The Room of Disembodied Excitement
No one wants to know about your
publications or your missing fingers or your
Dodge Charger. They have been waiting
all night, perhaps all their lives,
to tell you why their sister is a bitch.
No one wants to hear the nervous catalogue
of anecdotes that mean “I like you,”
they would like to know if
the beers in the kitchen are free.
Their sister just sent them another
text subtly mocking their apartment.
Do you really like this person
or does it just comfort you
to sleep next to someone?
You once thought sleeping near your parents,
even if the closest you could get
was the bedroom floor,
would ensure they lived through the night.
You remember Tom of Finland said,
“If I don’t have an erection
when I’m visiting a museum,
I know it’s no good,”
and you love the idea
of a room of disembodied excitement.
You take out a sharpie and draw a perfect ass
on the face of the person you’re talking with.
The lines extend to the edges
of their face, and onto the wall, and into
the air. They spread farther and farther
until you can’t see the ends anymore.
A Dead Person on the Bow of a Boat
We drink purple cocktails with white foam on their surfaces that are nicer than what we normally
drink, you in your shirt with stripes that match your sweater and me in my belt that matches
my shoes, I tell you how I like to break into abandoned houses and you tell me how you like
to chloroform people for fun, you tell me about being a law student and I tell you about doing
PR for an appliance company, and I lie in bed, maybe for years, wondering how you fall asleep
so quickly, and feeling like the kind of state-funded sculpture made of people after they die,
designed to appeal to everyone, like a bronze person standing on the bow of a boat, and then one
day on a crowded beach I realize why you sleep so easily is not the question, but what keeps me
awake, which is the absence of this woman lying on a towel, casually squeezing her own ass.
Things That Aren’t Real
Sometimes I think you’re inventing drugs in order to list more addictions. You need to stop
insisting on the existence of things that aren’t real. The pathologically high value you place on
my concern makes me feel like a grandmother, and not just your grandmother, but everyone’s
grandmother. Exhausted by the constant rocking chair-sitting, storytelling, and baking of
cookies, my depth perception is affected to the point where I try to grab objects in the distance
because I think they are tiny. Just admit you’re addicted to dog tranquilizers like everyone else.
From Under the Ground
She said she gave you a kite string
because nothing ever lasts.
As you bury it in the park
I worry I’ll say something that stupid myself.
I once gave a woman a jar of dirt
from a hill that was in my dreams,
and told her she was the seam
between dreams and reality. Was that worse?
I gave another a toilet chain
from an abandoned house that I kept
to remind myself I’m brave, and told her
I didn’t have to be brave with her.
Stainless steel and rocks,
I would have stayed with them forever.
I met a guy who’s afraid of carbon fiber bicycles,
because they’ll outlast him.
Did a similar fear
make those women leave?
When you’re on top of me,
I think of Jean Genet being fucked
by a convict, how the man “unfurled
on him like a leaden branch”
though you’d be a living branch, maybe a pear tree,
with those little white flowers
whose petals stick to the dark twigs when it rains.
A craftsman of contexts for the beauty
of toilet chains and dirt, I’m silent
in the presence of beauty
that requires no context, and giddy
as anyone who has just learned
why people give each other flowers.
biography
SARAH GALVIN is the author of The Stranger’s “Midnight Haiku” series, which are neither haiku nor at midnight. She has a blog called The Pedestretarian, where she reviews food found on the street. The thing she loves most about reviewing discarded food is receiving text messages that say things like “I hear the bus stop on 3rd and Union is covered with ham.” Sarah is a poetry MFA student at University of Washington, and her poems can be found in iO, New Ohio Review, Pageboy, Dark Sky, and Ooligan press’s Alive at the Center anthology.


Work required:
The lines to find are those in the entries that hold the word "arrow"; copy every one of them.

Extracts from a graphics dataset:
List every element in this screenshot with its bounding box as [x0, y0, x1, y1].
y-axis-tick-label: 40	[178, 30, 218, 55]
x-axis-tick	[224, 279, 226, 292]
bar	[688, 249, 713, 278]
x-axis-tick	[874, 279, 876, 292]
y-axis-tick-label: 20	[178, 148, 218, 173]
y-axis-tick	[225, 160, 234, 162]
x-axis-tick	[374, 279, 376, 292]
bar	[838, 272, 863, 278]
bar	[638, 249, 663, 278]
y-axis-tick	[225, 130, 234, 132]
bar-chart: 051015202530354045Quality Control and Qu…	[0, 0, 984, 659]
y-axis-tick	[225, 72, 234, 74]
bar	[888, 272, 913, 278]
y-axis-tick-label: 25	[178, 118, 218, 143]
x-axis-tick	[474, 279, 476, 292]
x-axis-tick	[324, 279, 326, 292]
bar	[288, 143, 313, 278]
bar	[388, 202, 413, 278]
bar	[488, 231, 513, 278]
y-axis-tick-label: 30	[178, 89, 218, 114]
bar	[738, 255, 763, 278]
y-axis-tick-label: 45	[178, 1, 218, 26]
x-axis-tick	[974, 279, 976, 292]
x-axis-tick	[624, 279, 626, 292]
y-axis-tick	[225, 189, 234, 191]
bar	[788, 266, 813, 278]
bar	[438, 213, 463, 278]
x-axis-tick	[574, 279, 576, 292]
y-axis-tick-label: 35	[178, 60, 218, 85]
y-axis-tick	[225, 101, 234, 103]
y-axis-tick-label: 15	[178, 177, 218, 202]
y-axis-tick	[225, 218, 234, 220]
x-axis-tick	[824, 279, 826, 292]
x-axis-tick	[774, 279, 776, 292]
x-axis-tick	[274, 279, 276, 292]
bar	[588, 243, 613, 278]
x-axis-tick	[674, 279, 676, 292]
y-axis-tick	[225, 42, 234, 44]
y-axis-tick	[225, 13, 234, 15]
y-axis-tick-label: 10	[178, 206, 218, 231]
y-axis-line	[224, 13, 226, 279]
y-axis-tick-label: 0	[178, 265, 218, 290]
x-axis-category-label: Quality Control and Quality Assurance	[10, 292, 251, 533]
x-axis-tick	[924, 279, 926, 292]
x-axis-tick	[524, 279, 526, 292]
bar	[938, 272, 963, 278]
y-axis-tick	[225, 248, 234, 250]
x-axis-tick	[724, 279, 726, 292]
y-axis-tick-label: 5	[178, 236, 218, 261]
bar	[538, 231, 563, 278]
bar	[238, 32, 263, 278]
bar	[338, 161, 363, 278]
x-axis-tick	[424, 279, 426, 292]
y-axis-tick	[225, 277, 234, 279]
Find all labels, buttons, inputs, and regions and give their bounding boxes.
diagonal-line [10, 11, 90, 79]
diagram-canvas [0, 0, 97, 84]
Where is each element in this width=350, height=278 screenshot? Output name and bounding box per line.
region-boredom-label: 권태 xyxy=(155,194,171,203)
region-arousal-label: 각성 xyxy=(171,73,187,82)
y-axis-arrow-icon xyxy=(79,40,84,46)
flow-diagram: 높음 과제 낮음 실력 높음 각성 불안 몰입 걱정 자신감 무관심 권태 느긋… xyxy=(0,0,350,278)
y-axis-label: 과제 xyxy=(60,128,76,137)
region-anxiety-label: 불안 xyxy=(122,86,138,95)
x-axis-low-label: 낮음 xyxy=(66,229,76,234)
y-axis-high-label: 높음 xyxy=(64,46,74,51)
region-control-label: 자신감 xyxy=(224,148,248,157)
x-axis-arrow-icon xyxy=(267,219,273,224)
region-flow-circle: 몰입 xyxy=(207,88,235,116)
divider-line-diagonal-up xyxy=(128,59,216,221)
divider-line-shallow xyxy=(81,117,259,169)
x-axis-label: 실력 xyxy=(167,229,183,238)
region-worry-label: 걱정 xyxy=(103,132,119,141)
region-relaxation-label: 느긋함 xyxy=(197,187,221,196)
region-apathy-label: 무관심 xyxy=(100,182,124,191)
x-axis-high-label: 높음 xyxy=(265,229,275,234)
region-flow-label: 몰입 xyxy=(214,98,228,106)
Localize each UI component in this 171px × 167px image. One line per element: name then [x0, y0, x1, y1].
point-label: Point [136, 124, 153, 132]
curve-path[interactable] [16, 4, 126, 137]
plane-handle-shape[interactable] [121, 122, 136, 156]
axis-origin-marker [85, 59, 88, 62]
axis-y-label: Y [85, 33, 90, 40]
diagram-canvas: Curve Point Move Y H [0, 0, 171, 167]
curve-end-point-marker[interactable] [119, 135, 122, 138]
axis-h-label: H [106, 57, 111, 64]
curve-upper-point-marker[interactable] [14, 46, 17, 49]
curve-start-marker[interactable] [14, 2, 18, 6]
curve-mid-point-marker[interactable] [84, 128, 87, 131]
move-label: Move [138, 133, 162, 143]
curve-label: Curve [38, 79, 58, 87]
--
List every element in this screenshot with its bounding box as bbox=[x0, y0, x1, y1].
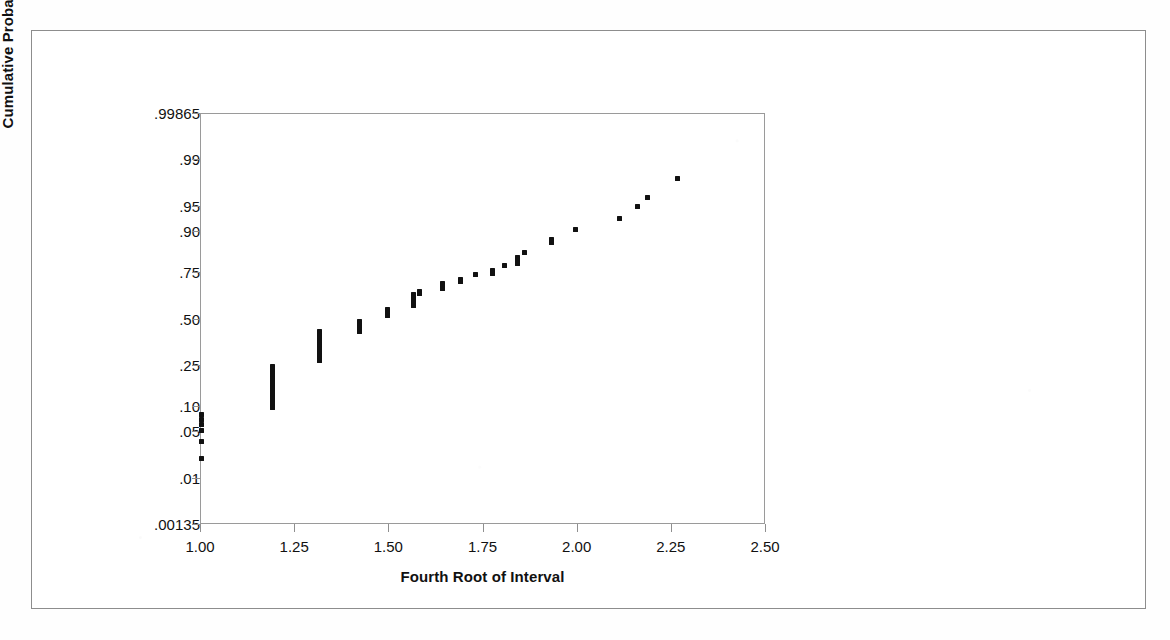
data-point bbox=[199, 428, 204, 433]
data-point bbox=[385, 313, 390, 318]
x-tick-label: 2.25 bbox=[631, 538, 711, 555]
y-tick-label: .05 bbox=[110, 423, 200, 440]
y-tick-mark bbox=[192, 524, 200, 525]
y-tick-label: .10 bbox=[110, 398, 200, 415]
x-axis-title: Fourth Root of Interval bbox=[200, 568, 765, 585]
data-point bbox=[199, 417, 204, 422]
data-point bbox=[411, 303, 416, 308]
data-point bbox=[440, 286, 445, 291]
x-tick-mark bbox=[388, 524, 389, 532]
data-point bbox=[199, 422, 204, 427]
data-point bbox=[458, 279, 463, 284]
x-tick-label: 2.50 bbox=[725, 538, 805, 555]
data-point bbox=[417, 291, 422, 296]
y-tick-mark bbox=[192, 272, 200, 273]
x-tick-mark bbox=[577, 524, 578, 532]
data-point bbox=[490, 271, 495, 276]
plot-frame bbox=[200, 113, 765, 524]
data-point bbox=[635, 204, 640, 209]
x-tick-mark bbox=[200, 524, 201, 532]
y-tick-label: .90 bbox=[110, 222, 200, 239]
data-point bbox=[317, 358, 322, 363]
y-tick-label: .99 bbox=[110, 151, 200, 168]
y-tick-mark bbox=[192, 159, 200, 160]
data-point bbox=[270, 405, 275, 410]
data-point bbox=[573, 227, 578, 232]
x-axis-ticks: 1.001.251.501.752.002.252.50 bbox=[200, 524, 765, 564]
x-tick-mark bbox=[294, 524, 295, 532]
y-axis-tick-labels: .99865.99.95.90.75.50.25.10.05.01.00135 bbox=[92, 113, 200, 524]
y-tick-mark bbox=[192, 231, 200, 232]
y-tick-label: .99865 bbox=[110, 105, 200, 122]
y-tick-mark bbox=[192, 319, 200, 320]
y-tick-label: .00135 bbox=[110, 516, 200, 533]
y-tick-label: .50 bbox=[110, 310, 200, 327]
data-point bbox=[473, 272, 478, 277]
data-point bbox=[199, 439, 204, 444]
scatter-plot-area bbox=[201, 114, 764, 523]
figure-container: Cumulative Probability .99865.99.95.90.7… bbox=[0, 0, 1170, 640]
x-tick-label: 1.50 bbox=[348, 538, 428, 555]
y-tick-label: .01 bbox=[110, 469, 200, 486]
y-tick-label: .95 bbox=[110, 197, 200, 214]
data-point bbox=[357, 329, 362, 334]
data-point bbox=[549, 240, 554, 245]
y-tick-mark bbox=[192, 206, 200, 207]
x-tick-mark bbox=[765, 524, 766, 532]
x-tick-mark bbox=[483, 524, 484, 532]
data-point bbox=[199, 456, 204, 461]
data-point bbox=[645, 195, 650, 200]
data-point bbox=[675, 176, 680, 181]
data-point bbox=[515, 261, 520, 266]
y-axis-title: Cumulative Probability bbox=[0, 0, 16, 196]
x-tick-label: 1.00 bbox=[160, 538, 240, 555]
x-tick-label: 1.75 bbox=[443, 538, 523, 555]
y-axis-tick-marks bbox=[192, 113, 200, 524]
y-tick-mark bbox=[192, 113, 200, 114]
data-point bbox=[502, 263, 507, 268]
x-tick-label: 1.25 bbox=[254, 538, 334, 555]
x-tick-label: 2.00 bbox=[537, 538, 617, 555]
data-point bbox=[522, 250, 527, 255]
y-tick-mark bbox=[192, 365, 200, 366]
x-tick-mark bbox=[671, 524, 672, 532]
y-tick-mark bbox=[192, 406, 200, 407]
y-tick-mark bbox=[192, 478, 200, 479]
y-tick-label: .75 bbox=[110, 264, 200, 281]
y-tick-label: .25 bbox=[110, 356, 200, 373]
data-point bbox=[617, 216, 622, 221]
--
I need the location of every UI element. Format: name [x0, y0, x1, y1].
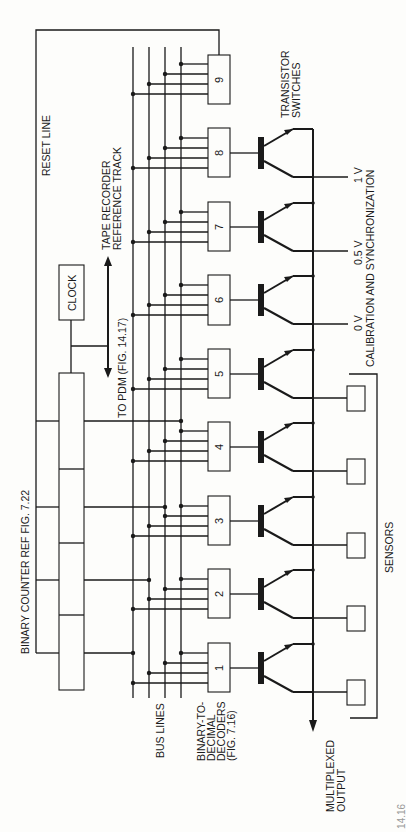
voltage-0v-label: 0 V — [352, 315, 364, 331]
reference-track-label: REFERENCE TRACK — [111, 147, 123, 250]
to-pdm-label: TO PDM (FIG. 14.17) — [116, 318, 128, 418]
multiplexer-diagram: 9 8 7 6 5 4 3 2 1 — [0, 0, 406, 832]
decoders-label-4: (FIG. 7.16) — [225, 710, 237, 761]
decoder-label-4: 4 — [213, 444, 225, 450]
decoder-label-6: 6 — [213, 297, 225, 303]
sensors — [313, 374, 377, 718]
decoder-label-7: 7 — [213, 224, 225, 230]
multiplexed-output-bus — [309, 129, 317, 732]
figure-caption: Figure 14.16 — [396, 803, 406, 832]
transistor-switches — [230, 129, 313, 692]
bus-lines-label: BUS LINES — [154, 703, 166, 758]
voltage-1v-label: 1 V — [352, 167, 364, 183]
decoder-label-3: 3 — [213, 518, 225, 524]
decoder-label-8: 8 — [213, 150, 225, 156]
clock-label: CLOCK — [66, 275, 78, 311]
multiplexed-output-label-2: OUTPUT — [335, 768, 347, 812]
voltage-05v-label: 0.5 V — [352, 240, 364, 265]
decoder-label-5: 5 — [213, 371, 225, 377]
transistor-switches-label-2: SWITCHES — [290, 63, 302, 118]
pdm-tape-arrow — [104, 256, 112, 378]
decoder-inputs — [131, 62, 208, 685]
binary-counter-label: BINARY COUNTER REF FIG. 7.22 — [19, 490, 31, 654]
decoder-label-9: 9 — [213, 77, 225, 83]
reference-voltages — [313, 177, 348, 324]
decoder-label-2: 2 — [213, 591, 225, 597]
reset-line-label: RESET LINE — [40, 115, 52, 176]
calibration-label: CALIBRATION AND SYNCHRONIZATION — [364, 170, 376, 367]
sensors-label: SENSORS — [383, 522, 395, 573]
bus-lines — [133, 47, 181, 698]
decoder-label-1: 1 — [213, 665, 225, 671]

Result of this exercise:
y-axis-arrow-icon xyxy=(79,40,84,46)
x-axis-arrow-icon xyxy=(267,219,273,224)
pdm-tape-arrow — [104, 256, 112, 378]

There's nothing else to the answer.